When Dave Krelic started receiving letters at his St. Paul home saying his family's personal medical information may have been disclosed online, he started calling around town to find out who had lost control of his data.
But none of his family's doctors or insurers would acknowledge ever working with Inmediata Corp., the Puerto Rican data-handling company that sent him the vague letters. Krelic was mystified as to how a firm he had never heard of had obtained his data in the first place.
More than 1.3 million Americans have received the same letters, Inmediata CEO Mark Rieger disclosed in an e-mail to the Star Tribune on Friday. They include Minnesotans who received Inmediata's data-security warning in late April warning that their names, dates of birth, doctors' names, medical-diagnosis codes, treatment information and, in some cases, Social Security numbers were exposed online. Beth Rozga of St. Paul said her efforts to investigate the letter she received about her family's data have been futile.

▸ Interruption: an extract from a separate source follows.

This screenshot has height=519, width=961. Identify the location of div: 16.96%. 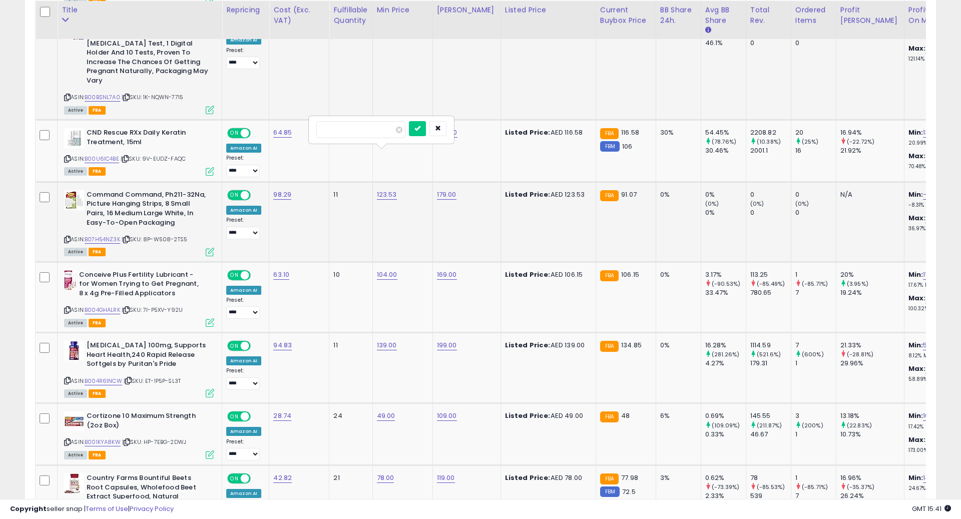
(872, 478).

"It's unsettling," Rozga said. "We're all scrutinizing Facebook and what they're doing with our data … and yet when someone's got my medical information, it's impossible to figure out who they are, why they have it."

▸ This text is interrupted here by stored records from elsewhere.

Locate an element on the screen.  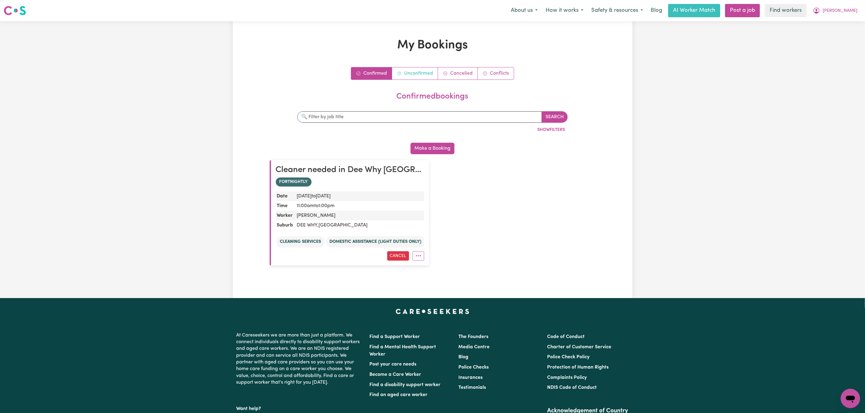
a: Find workers is located at coordinates (785, 11).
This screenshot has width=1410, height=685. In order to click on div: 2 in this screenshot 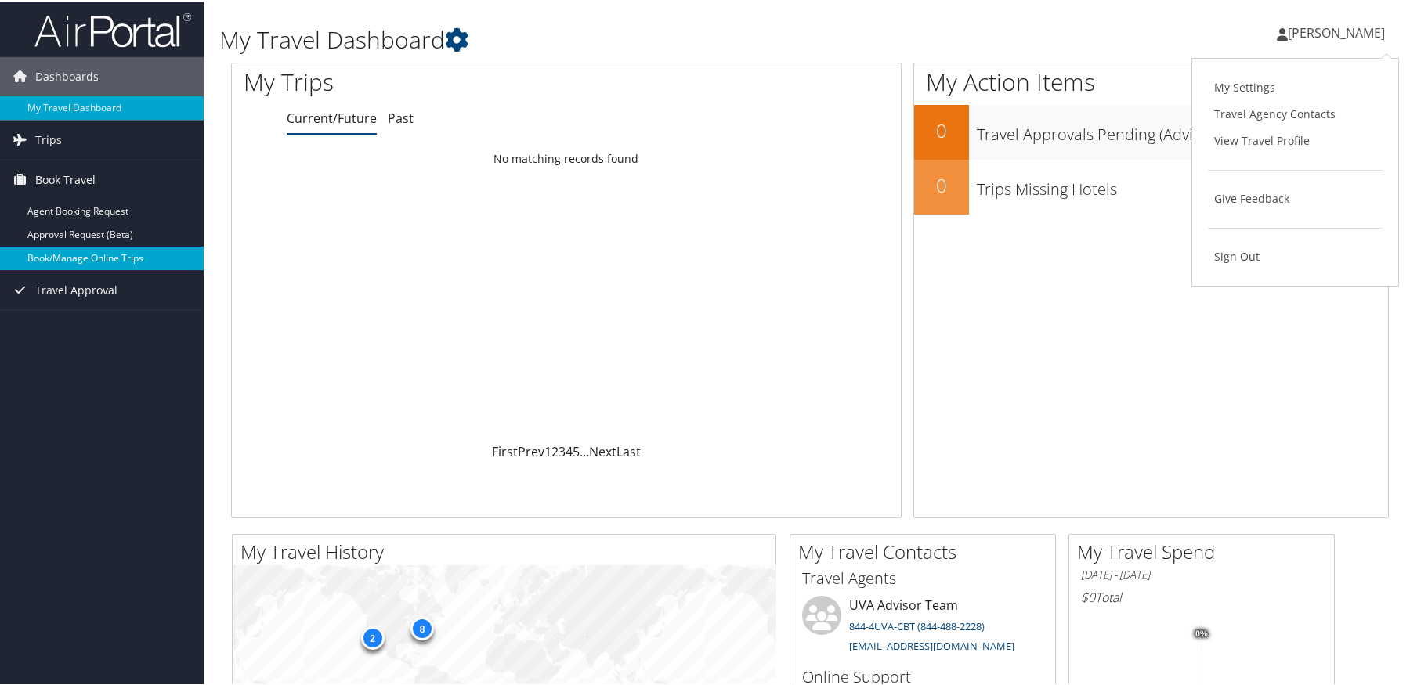, I will do `click(372, 636)`.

Attorney General Keith Ellison's office told the Star Tribune his office is investigating the issue and wants to hear from the public. "I encourage everyone who has heard from Inmediata about this to contact my office. The more we hear from consumers, the more it will help us in getting to the bottom of it," Ellison said in an e-mail. The phone numbers are 651-296-3353 (Twin Cities) or 1-800-657-3787.
Meanwhile, the attorney general in Michigan is separately investigating why the company apparently sent some of its data-security warnings to the wrong addresses in that state.

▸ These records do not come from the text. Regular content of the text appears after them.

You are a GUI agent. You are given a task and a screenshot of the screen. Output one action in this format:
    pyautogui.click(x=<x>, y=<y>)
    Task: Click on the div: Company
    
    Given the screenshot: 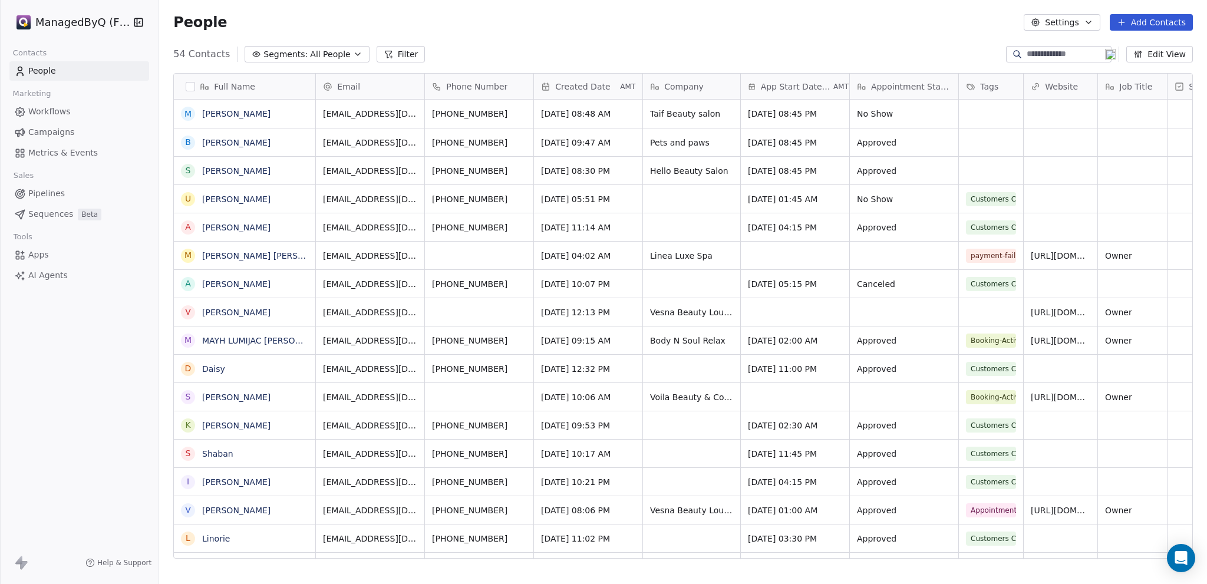 What is the action you would take?
    pyautogui.click(x=691, y=86)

"We regret any concern and inconvenience this may have caused those who received a notification letter from us," Inmediata's Rieger said via e-mail Friday. "Our priority was to provide notice to those who were affected by this issue as quickly as possible."
The letter to patients said there's no evidence that the personal information exposed online was copied or saved after it was disclosed, and there's no sign the data were misused. It blamed the exposure on a misconfigured setting on an internal Inmediata website that it said allowed search engines in January to see and index pages that contained "member patients' " electronic health data. Inmediata said it deactivated the website and hired a computer forensics firm once the incident was discovered.